In South Korea, where hydrogen has strong backing from the state, a leaking storage tank exploded in May at a research complex, killing two and injuring another six, Reuters reported. In June, two people were injured at a filling station in Norway when hydrogen leaked from a faulty bulk storage tank valve, exploded and detonated the airbags in the car they sat in nearby, according to various media reports.

Backers of hydrogen and battery cars, which also have been linked to spontaneous blazes, say intense media scrutiny of these incidents papers over the regularity of fires in gasoline and diesel vehicles, which are rarely reported. The International Energy Agency also notes that more than 100 million tonnes are distributed and consumed each year, mostly by the chemical and oil industries.

"It isn't safer or more dangerous [than gasoline]. It's a huge energy carrier so it's as dangerous. It is a different animal and people are not used to it. The big advantage it has because it is very light and very small is that it disperses very rapidly into the air," Air Liquide's Franc said. "We should be careful, but also careful about being afraid," he said.

Toyota's Mirai features carbon fiber storage tanks that it only managed to rupture using an armored piercing bullet and says it has been designed to withstand the most severe collisions.
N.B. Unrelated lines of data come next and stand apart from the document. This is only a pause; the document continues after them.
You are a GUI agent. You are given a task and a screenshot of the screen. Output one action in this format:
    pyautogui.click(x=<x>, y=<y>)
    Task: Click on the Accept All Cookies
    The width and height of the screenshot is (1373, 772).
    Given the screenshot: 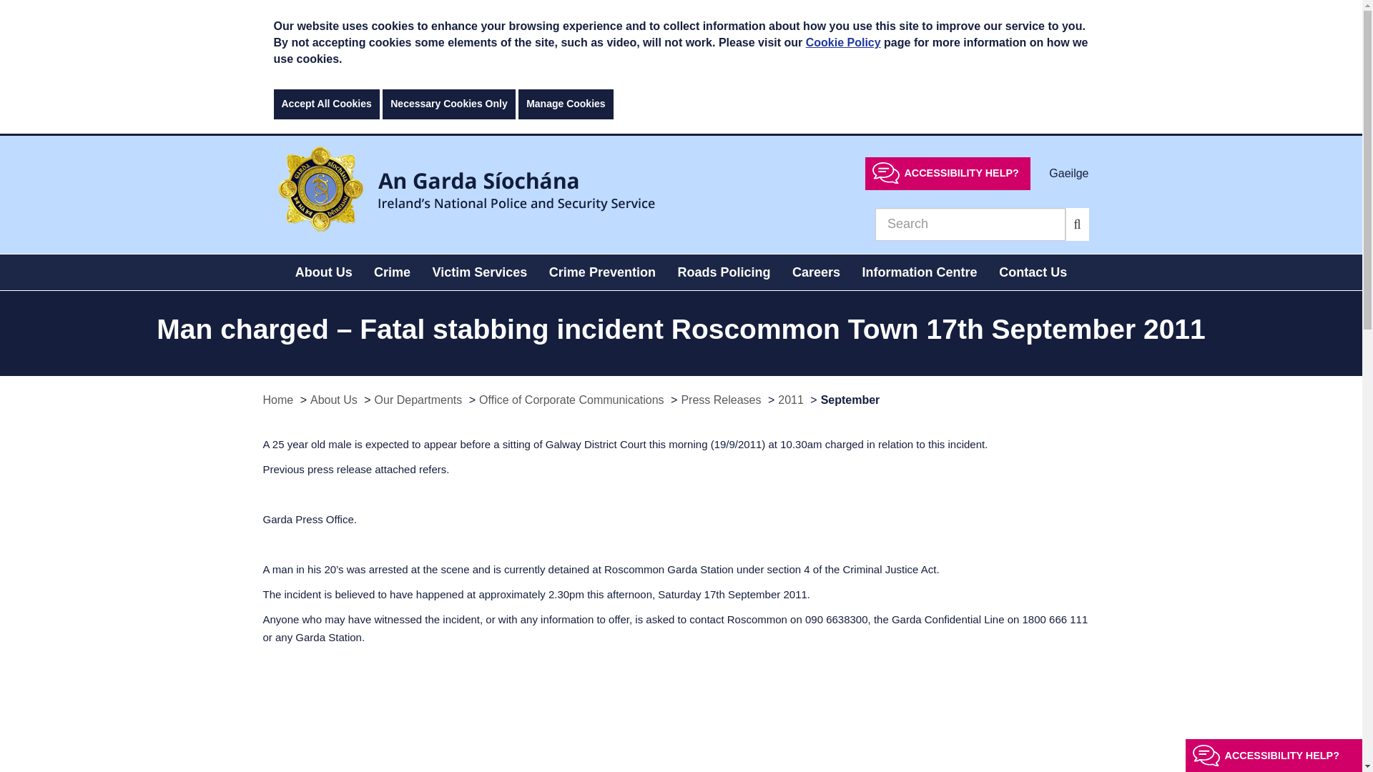 What is the action you would take?
    pyautogui.click(x=326, y=104)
This claim has already been tested — there have been four moderate to severe impacts among the 137 Mirais in circulation in the U.K., most of which are driven by police officers and taxi drivers who have clocked up 3 million kilometers so far.

It is also in the U.K. that you will find arguably one of hydrogen fuel's bravest proponents — Hugo Spowers, CEO of the River Simple Movement. The hydrogen-car maker has plans to put thousands of its Rasa two-seat coupes on to the roads despite swimming against almost every conceivable tide: an undeveloped hydrogen car market, a quirky, if cool, product and a leasing-only model, all amid a host of industrywide challenges, including Brexit.

The car has been designed to be lightweight so that a smaller hydrogen fuel cell powertrain can be fitted and both price and fuel consumption are kept down. With close to £30 million invested in the project already, the first two cars on the road and 20 more in the pipeline, Spowers aims to establish by 2022 a plant to produce 5,000 cars per year and expand into last-mile delivery vehicles.

Spowers argues that while less electric energy is lost charging a battery than making hydrogen, battery cars waste a lot lugging their energy supply around in a 1-ton pack.

"Hydrogen is very light and batteries are very heavy. For long-range driving, batteries can become ludicrously inefficient, though for short ranges, they really make sense," Spowers said.

"We don't argue about which will win. We need both."